BAsics Bus Tour Through the South: Alive With Bob Avakian’s New Synthesis
Reposted from Revolution #273
In May, the BAsics Bus Tour went through parts of the South, starting in Atlanta and going to Athens, GA; Gainesville, FL; and Sanford, FL (where Trayvon Martin was killed in February). Go to basicsbustour.tumblr.com for reports, photos, and videos from that leg of the tour. The following is a correspondence from one of the bus tour volunteers.
“Think of the situation this tour is heading into… a region where the memory of public lynchings is still quite vivid in many people’s minds and where modern-day lynchings are backed up by local authorities… a region where some of the harshest anti-immigration measures have been put into place, legalizing racial profiling and instilling terror in the lives of immigrants who have come here for survival for themselves and their families… a region where there have been hundreds of incidents of attacks on abortion clinics including arson, fire bombings and even the murder of providers …”
—From Revolution #268
This is exactly what the BAsics Bus Tour through the South in May stepped into!
Atlanta, GA—the Neighborhoods
From the photographs of these neighborhoods, one gets a sense of the living conditions of hundreds and thousands of people in this country (but also throughout the world). People finding the ways to have time pass by, as one woman recounted. She mentioned that people hang outside to step outside of their home (for a minute). In the hot days, the BAsics Bus Tour hit the scene with a beautiful chant letting people concisely know how things will be different day one after the revolution.
I walked in there with trepidation—unsure of how (people hanging outside) would respond. There was a moment of silence/pause, and then the revolutionaries stepped in. Immediately the scene changed as pockets of people began to deeply interact with the revolutionaries. It was as though a dusty brown painting was splashed with colors of liberation (red, black, yellow, etc.). Life was brought into this oppressive hot day. I quickly realized how much people really wanted to engage this movement for revolution—specifically, its leader Bob Avakian. Stories began to pour out of people’s daily existence (police brutality, mass incarceration, no jobs, mis-education).
Clyde Young, revolutionary communist and former prisoner, speaks to the kickoff event for the BAsics Bus Tour as they get ready to head South… watch this with friends, on streetcorners, barbershops and in housing project hallways… be part of spreading the BAsics Bus Tour and BA Everywhere… What a Difference It Could Make!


ASSIGNMENT
Please transcribe the data below in full, word for word, without the images.

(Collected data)
○ ○ ○ ○ ○ ○ ○
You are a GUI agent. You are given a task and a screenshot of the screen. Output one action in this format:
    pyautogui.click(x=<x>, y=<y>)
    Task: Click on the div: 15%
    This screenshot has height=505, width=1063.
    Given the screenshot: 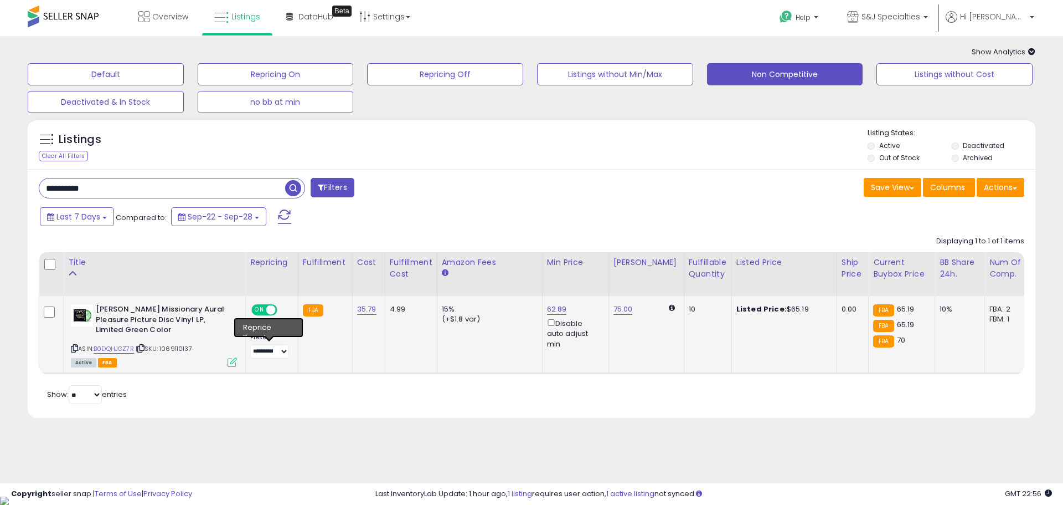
○ ○ ○ ○ ○ ○ ○
EXERCISE OUTPUT
You are a GUI agent. You are given a task and a screenshot of the screen. Output one action in this format:
    pyautogui.click(x=<x>, y=<y>)
    Task: Click on the div: 15%
    This screenshot has height=505, width=1063.
    Given the screenshot: 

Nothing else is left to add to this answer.